Facing the Dragon
Why Our Stories Matter
Adam and Eve stood in a garden. A tree heavy with fruit. A voice twisting truth. And a man who did nothing.
For most of my life, I pictured a snake in the grass. But Scripture shows something larger. Revelation names the serpent as the dragon, Satan himself (Revelation 12:9, ESV). That means the first humans weren’t tempted by a harmless garden snake. They faced a beast. And Adam stood silent while his bride listened to the lies.
The First Battle
God gave Adam and Eve everything, and one boundary. Their choice wasn’t about fruit. It was about trust. Would they love God or turn inward? They turned inward. Death entered the world. By the next generation, jealousy became murder.
But God’s first response wasn’t wrath. It was grace. A promise. One day the offspring of the woman would crush the serpent’s head (Genesis 3:15, ESV). From the very start, God planned redemption.
The Second Adam
Centuries later, Jesus came—the “last Adam” as Paul says (1 Corinthians 15:45, ESV). Where Adam failed to fight, Jesus stood and won. He faced the dragon, not with a sword but with a cross. (And if you love symbolism like me you’ll notice that’s no accident—the cross itself takes the shape of a sword, a weapon raised against evil.)
He gave his life for his bride, the Church. He bore our sin, broke death, and struck the first decisive blow against Satan.
Today, the dragon still roams. His defeat is certain. Christ will return and deliver the final strike. Until then, we are invited into the fight.
Our Part in the Story
God could finish this war alone. Instead, he draws us in. Jesus said, “Go therefore and make disciples of all nations” (Matthew 28:19, ESV). The mission is clear. The Church is his plan for pushing back darkness until he comes again.

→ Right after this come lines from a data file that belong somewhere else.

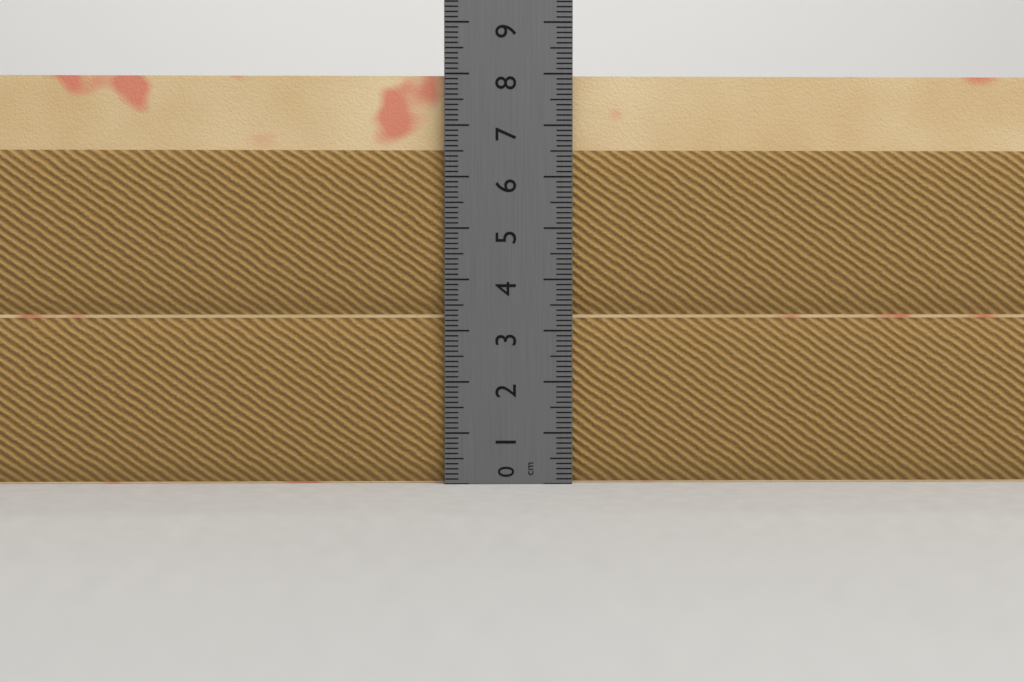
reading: 8.0 cm
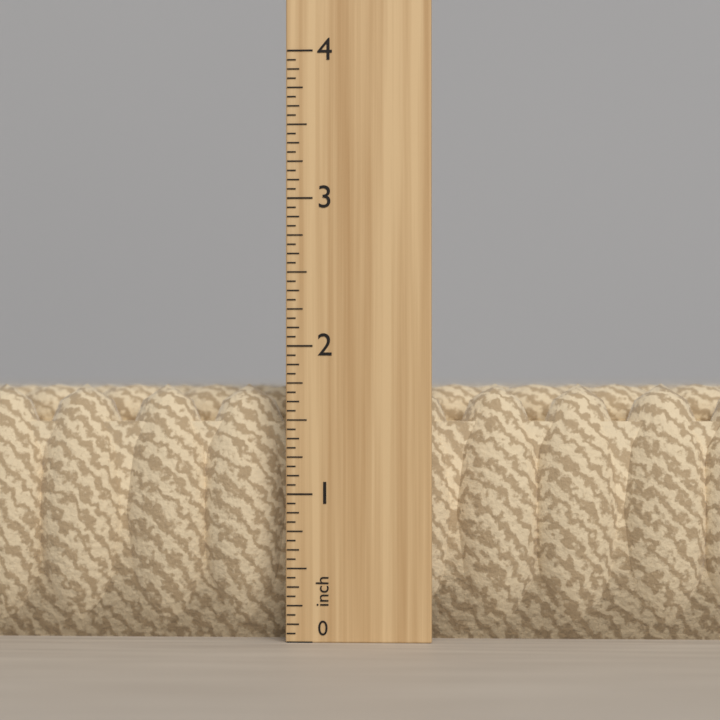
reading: 1.7500 in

And our weapon? Revelation says it plain: “They have conquered him by the blood of the Lamb and by the word of their testimony” (Revelation 12:11, ESV). Jesus has done his part. Ours is to tell the story.
Why Storytelling Matters
Your testimony—the way Christ met you, changed you, carried you, and how He still does—is not small. It is not background noise. It is a weapon. But storytelling is not just about recounting your conversion moment. It’s about opening your inner life, honestly and vulnerably, in community.
When we tell the truth about our fears, doubts, and small victories, we invite others to do the same. In that space of shared story, God draws us deeper—into Himself and into one another.

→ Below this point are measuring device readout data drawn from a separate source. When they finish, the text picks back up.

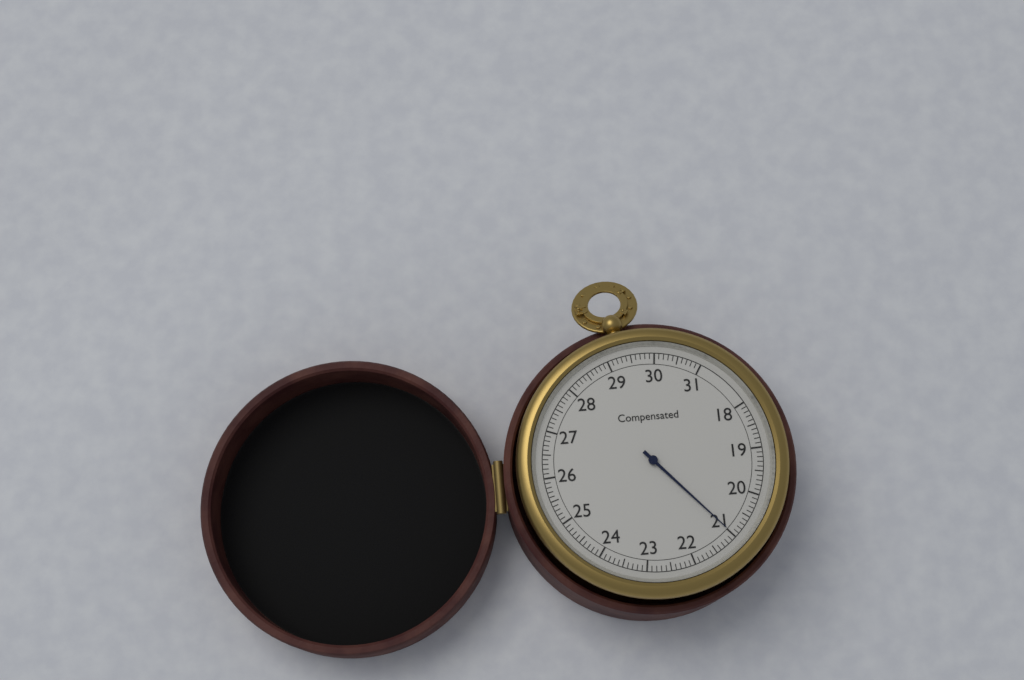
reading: 21.0 (no unit)
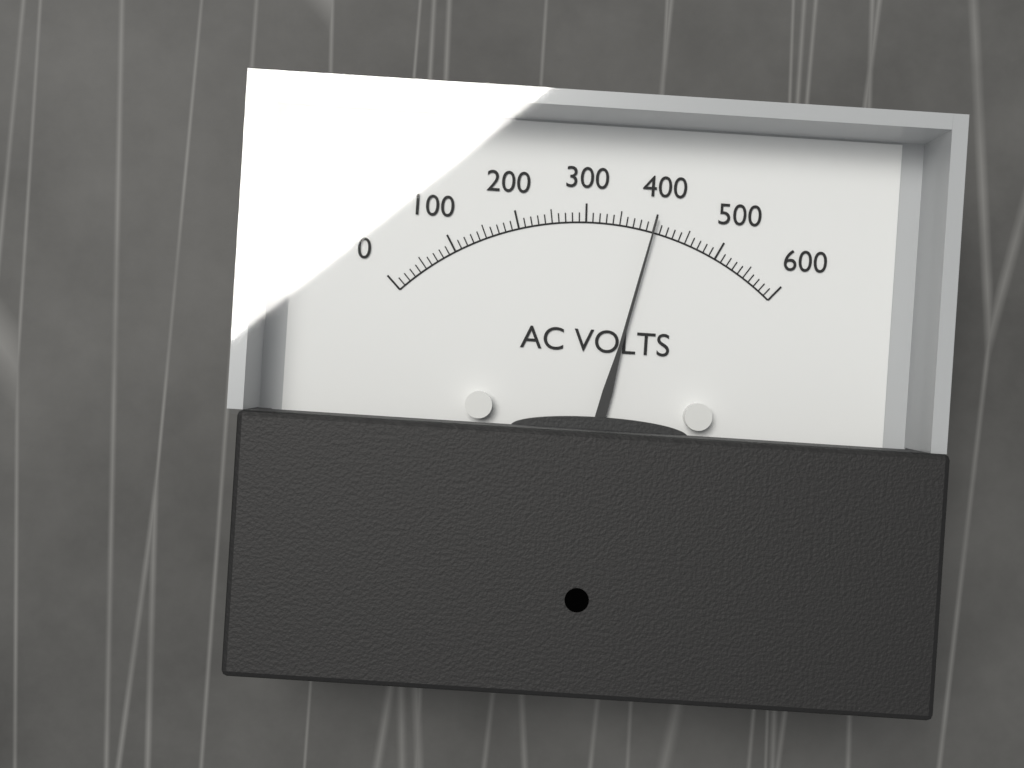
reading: 400 V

For years, I thought Revelation 12:11 was mostly about my own testimony. Now I see it’s wider. It’s about the collective voice of God’s people bearing witness, together, to the Lamb who has already conquered. This isn’t just storytelling for outsiders. It’s storytelling in living rooms, around kitchen tables, in small groups—where we go deeper together and discover Christ’s presence in one another’s stories.

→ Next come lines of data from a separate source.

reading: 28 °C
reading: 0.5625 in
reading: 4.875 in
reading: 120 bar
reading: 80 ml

That’s how the dragon loses his grip: not just when we share what Christ did once, but when we keep sharing what He is doing now, in real time, with one another.
A Greater Adventure
If you long for purpose, this is it. If you hunger for meaning, here’s the invitation: step into the greatest adventure, walk with Christ into the fight, and bear witness to what he has done and is doing in you. Not with fear, but with hope. Not with silence, but with a story.
The battle is already won. And our King is with us to the very end of the age.
Next Step
Write one moment when God met you in weakness and turned it into strength. Share it—with a friend, your family, or your church. Your story is part of how the dragon is defeated.
Sources (Scripture, ESV): Genesis 3:15; 1 Corinthians 15:45; Matthew 28:19–20; Revelation 12:9, 11.
Still figuring it out. Grateful to be on the journey with you.